Bangladeshi-born American Starrett Poetry Prize winner examines displacement

Bangladeshi-born American Starrett Poetry Prize winner examines displacement

Bangladeshi-born American Starrett Poetry Prize winner examines displacement

Anuradha Bhowmik Anuradha Bhowmik of Philadelphia, Pennsylvania is the 2021 winner of the Agnes Lynch Starrett Poetry Prize for her collection Brown Girl Chromatography, selected by new Starrett Poetry Prize judge and award-winning poet Aaron Smith.

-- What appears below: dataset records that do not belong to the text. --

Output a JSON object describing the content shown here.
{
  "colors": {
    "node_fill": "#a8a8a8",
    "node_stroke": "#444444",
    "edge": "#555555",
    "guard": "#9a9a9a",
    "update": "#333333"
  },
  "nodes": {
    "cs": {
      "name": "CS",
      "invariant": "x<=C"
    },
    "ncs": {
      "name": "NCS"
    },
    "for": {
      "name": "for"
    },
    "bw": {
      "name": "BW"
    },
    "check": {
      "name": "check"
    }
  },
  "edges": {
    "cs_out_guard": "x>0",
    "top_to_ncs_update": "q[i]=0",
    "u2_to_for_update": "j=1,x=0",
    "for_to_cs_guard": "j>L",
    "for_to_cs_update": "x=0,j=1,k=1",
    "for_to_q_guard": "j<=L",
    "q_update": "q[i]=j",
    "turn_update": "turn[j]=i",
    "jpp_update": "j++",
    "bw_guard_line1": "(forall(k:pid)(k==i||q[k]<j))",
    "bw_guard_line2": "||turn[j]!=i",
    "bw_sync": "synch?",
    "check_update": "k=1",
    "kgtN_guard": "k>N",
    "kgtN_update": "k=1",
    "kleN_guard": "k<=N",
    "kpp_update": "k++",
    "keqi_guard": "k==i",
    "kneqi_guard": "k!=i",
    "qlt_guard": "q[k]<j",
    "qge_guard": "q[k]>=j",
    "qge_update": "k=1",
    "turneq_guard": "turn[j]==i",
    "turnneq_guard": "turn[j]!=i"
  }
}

Bhowmik, a Bangladeshi-American poet and writer from South Jersey, will be published by the University of Pittsburgh Press in the Pitt Poetry Series this fall, on sale September 2022.

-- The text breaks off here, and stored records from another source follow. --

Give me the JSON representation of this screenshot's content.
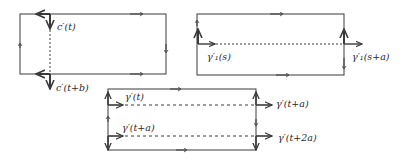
{
  "diagrams": [
    {
      "id": "left-top",
      "labels": {
        "top": "c′(t)",
        "bottom": "c′(t+b)"
      }
    },
    {
      "id": "right-top",
      "labels": {
        "left": "γ′₁(s)",
        "right": "γ′₁(s+a)"
      }
    },
    {
      "id": "bottom",
      "labels": {
        "top_left": "γ′(t)",
        "top_right": "γ′(t+a)",
        "bottom_left": "γ′(t+a)",
        "bottom_right": "γ′(t+2a)"
      }
    }
  ],
  "colors": {
    "stroke": "#3a3a3a",
    "background": "#ffffff"
  }
}
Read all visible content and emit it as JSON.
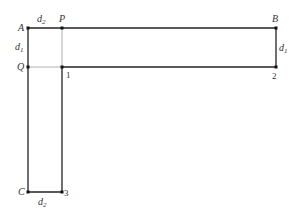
{
  "diagram": {
    "points": {
      "A": {
        "label": "A",
        "x": 28,
        "y": 28
      },
      "P": {
        "label": "P",
        "x": 62,
        "y": 28
      },
      "B": {
        "label": "B",
        "x": 276,
        "y": 28
      },
      "Q": {
        "label": "Q",
        "x": 28,
        "y": 67
      },
      "one": {
        "label": "1",
        "x": 62,
        "y": 67
      },
      "two": {
        "label": "2",
        "x": 276,
        "y": 67
      },
      "C": {
        "label": "C",
        "x": 28,
        "y": 192
      },
      "three": {
        "label": "3",
        "x": 62,
        "y": 192
      }
    },
    "dimensions": {
      "d2_top": {
        "base": "d",
        "sub": "2"
      },
      "d1_left": {
        "base": "d",
        "sub": "1"
      },
      "d1_right": {
        "base": "d",
        "sub": "1"
      },
      "d2_bottom": {
        "base": "d",
        "sub": "2"
      }
    },
    "colors": {
      "thick_line": "#222222",
      "thin_line": "#aaaaaa",
      "text": "#333333"
    }
  }
}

Brown Girl Chromatography is pure fire, a slow burn to the center of desire,” said Smith. “This is a book of longing, of brokenness, of makeup (‘my second art, the perfect counterpart to my alter ego’), of wanting what you’re not supposed to want and then constructing a world from it: ‘this is my kingdom. / this is something I can control.’ This is the most inventive book I’ve read in ages.”

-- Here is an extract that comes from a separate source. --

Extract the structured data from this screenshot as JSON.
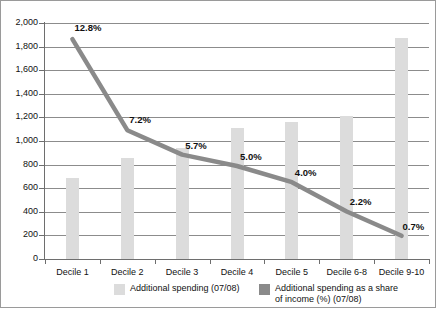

Brown Girl Chromatography is shaped by Bhowmik’s life as a Bangladeshi-born American girl and woman growing up as a first-generation immigrant in the United States. The collection interrogates issues of race, class, gender, and sexuality in post-9/11 America while navigating Bhowmik’s millennial childhood, adolescence, and adulthood.

“I hoped that writing these poems could serve as a type of exposure therapy,” shared Bhowmik. “Although these memories occupy much space in my brain, I believed that writing and reliving each of them would help me construct a blueprint that my younger selves needed but never had.”

Free association connects the poems to one another as language and memory intersect, and Bhowmik often draws from pop culture to share where her memory has been. Throughout this collection, Bhowmik learns about the cruelties that exist in both American and Bangladeshi worlds without any prior guidance or instruction on how to survive them.

On winning the Starrett Poetry Prize, Bhowmik said she is “[reminded] that my younger selves were worthy of existing and having their stories told when I often questioned whether my experiences mattered—I was just a brown girl trying to stay alive. I hope that readers who feel similarly also remember that their stories and their presence are valuable.”

Bhowmik is a 2022 Kundiman Fellow and a 2018 AWP Intro Journals Project Winner in Poetry, and she earned her MFA from Virginia Tech. She has received awards from the Kimmel Harding Nelson Center for the Arts, the Community of Writers, the New York State Summer Writers Institute, the Fine Arts Work Center in Provincetown, Frost Place, the Indiana University Writers’ Conference, the Eckerd College Writers’ Conference, the Juniper Summer Writing Institute, among others. Her poetry and prose have appeared in POETRY, Hayden’s Ferry Review, diode poetry journal, The Sun, DIAGRAM, Indiana Review, New South, Quarterly West, Salt Hill, Nashville Review, Crab Orchard Review, Slice Magazine, Zone 3, The Normal School, Copper Nickel, and elsewhere.